Testing Models You Can't See Inside: Gradient-Free Robustness for Any ONNX File

In practice a team hands you a model file and a shrug, no task description, no class list, no gradients. Autonomous robustness testing has to start from that reality, which is why it leans on attacks that need only forward passes.

Nearly every robustness tool assumes you already know your model: its task, its input shape, its class list, and ideally its gradients. Real engagements rarely start that way. Someone exports a network to ONNX, hands you the file, and the metadata is empty. If your tooling can't move from there, it doesn't help.

Introspect, infer, attack

An arbitrary ONNX file still tells you a great deal if you read it carefully. The graph's tensor shapes, its operator histogram, and its declared inputs and outputs are enough to make a confident guess at the task. An input shaped like a batch of three-channel images feeding a convolutional stack that ends in a flat vector of logits is a classifier; a box-like output with thousands of anchors is a detector; a small feature vector in and a few classes out is tabular; integer token inputs are a sequence model.

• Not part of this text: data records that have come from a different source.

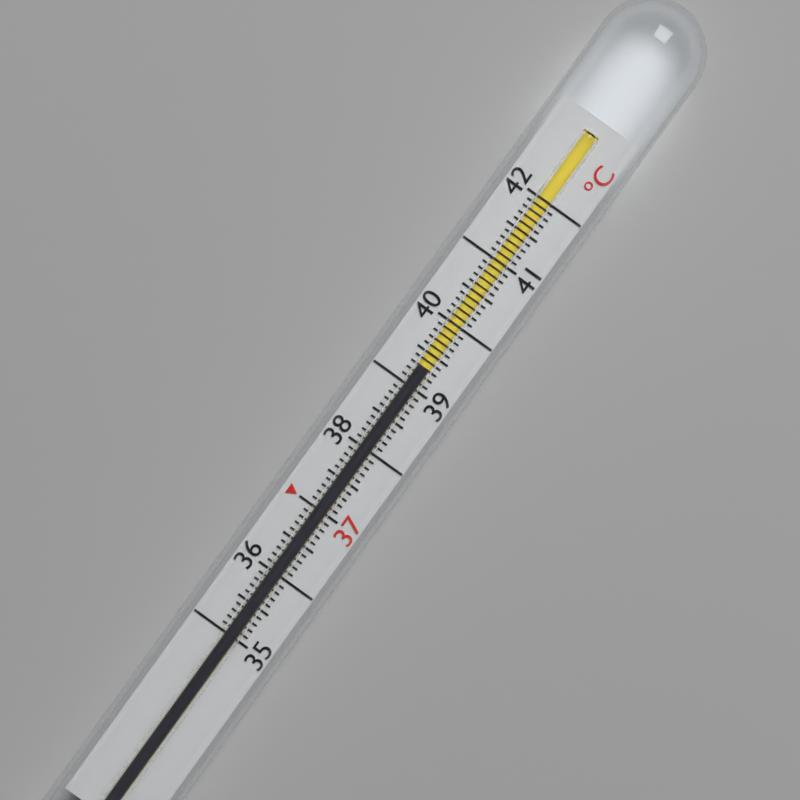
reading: 39.3 °C
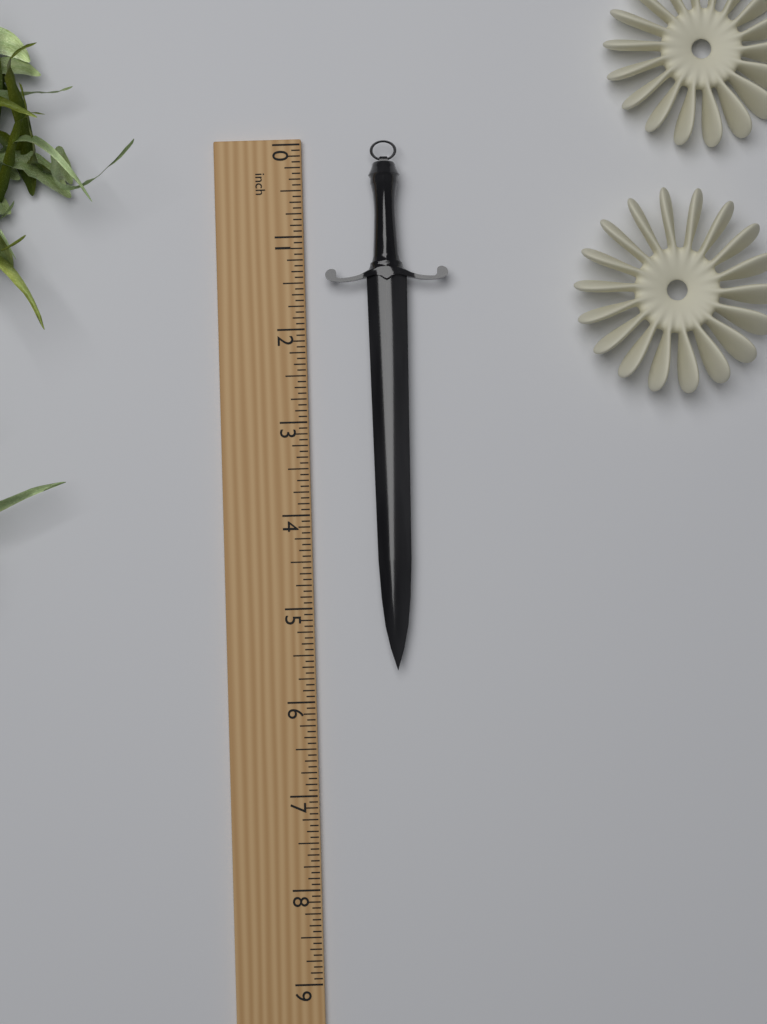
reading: 5.6875 inch
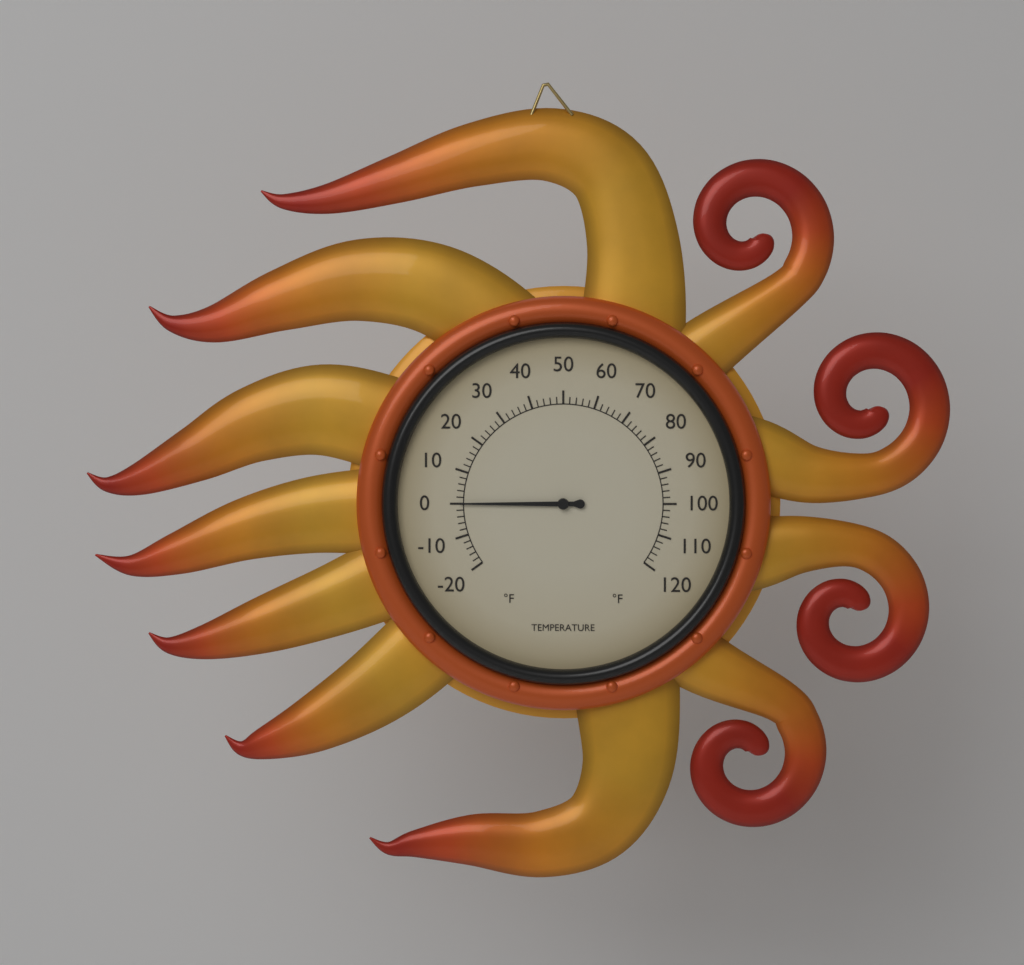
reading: 0 °F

From the inferred task, you can synthesize a valid input and get a baseline prediction, all before running a single attack.

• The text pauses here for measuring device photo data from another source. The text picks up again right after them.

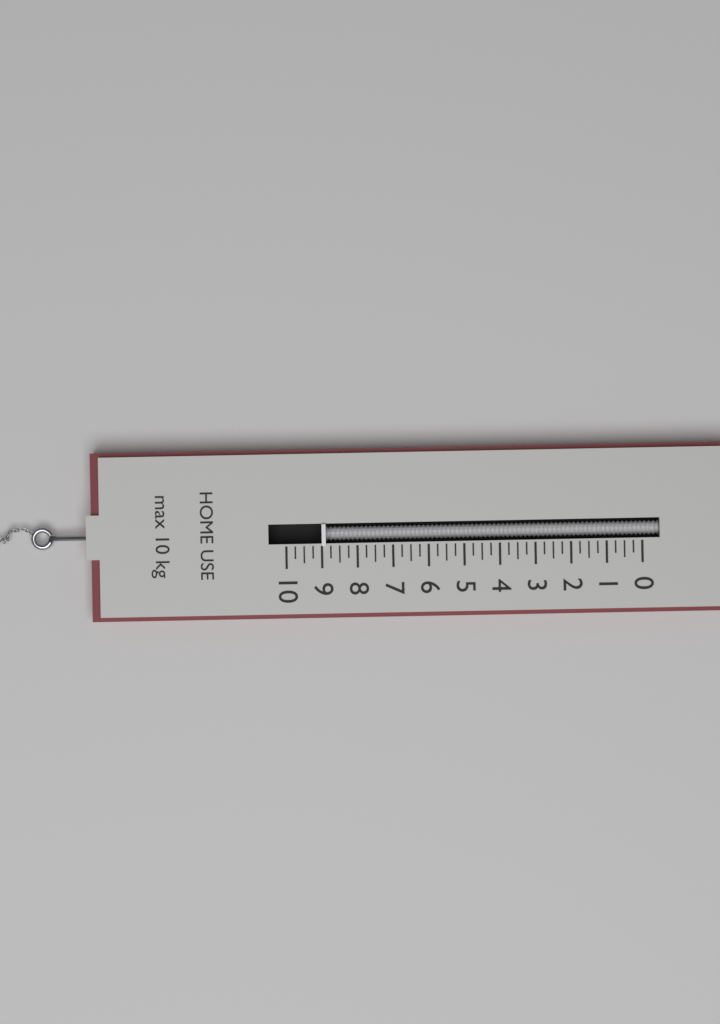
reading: 9.00 kg
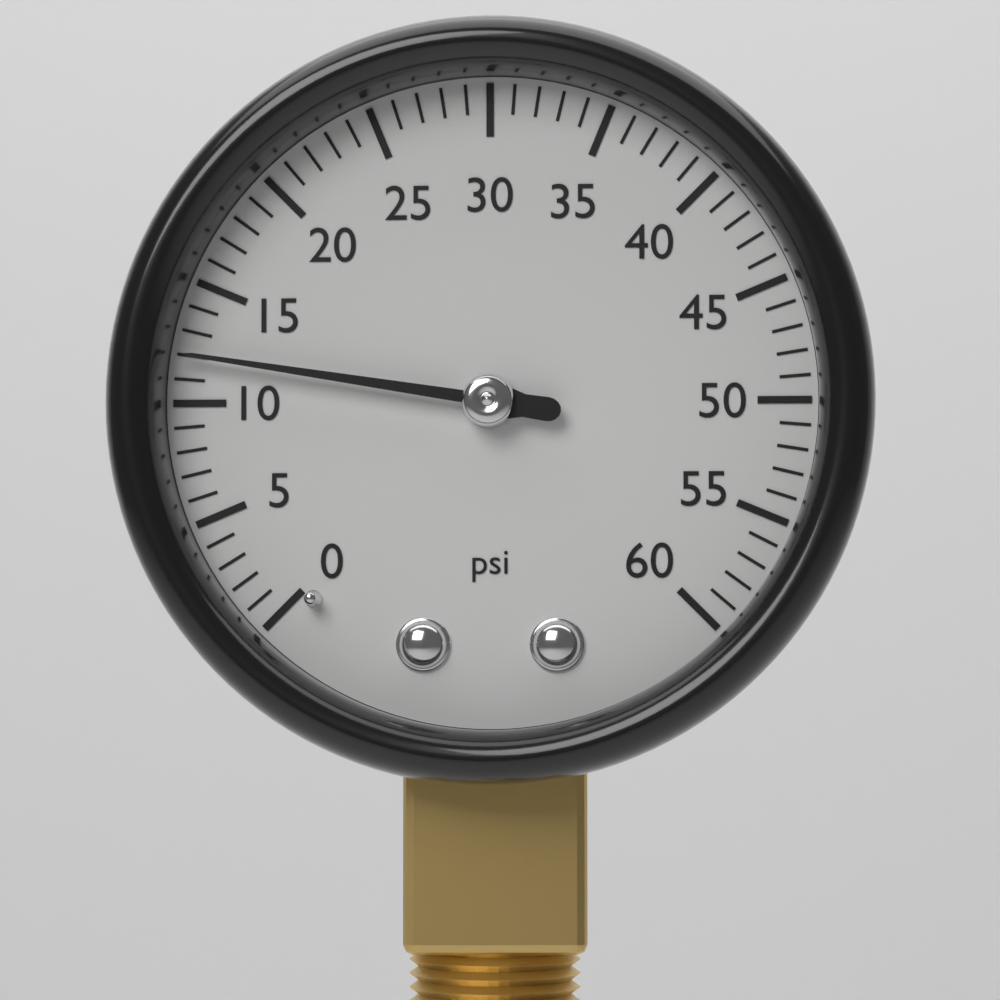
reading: 12 psi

You cannot assume gradient access on a model you were handed. So the test battery has to work without it.

Why gradient-free attacks are the right default

This is where the black-box literature earns its keep. Score-based attacks like Square Attack (Andriushchenko et al., 2020) use random search over structured perturbations and require only the model's output scores, no gradients, no differentiability, and notably no vulnerability to gradient masking, the failure mode that has quietly invalidated many published white-box evaluations. Decision-based methods like HopSkipJump go further, needing only the final label. Because these attacks treat the model as an oracle, they run against an arbitrary ONNX session with no assumptions about its internals.

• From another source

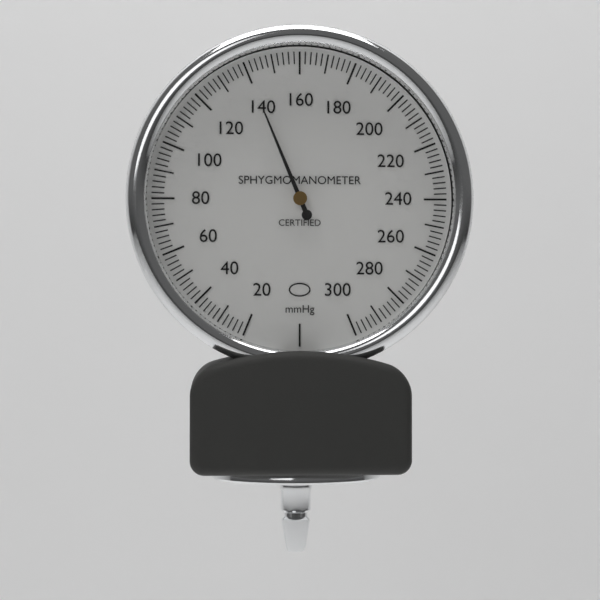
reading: 140 mmHg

That property is what makes an autonomous battery possible. Mirage's ONNX autopilot introspects the file, classifies the task, synthesizes an input, and then runs a forward-pass-only sequence: a noise-robustness sweep across an increasing perturbation budget, a score-based random search for a minimal evasion, and, when the estimator is available, a genuine Square Attack. Every finding is tagged with the corresponding MITRE ATLAS technique, so a result is not just a number but a named adversary behavior a security team can reason about.

What it does and doesn't tell you

A gradient-free first pass is exactly that, a first pass. It establishes whether a model is trivially fragile and quantifies how fragile, within a query budget, without any cooperation from the model owner. It is the fast, honest triage step. Deeper white-box analysis follows when you have the access to do it. But the triage is what turns 'we have a model and no idea if it's robust' into a concrete, prioritized starting point.

References

  1. [1]Andriushchenko, Croce, Flammarion & Hein (2020). Square Attack: a query-efficient black-box adversarial attack via random search. ECCV.
  2. [2]Chen, Jordan & Wainwright (2020). HopSkipJumpAttack: A Query-Efficient Decision-Based Attack. IEEE S&P.
  3. [3]Croce & Hein (2020). Reliable Evaluation of Adversarial Robustness with an Ensemble of Diverse Parameter-free Attacks (AutoAttack). ICML.
  4. [4]MITRE (2024). ATLAS: Adversarial Threat Landscape for Artificial-Intelligence Systems. MITRE.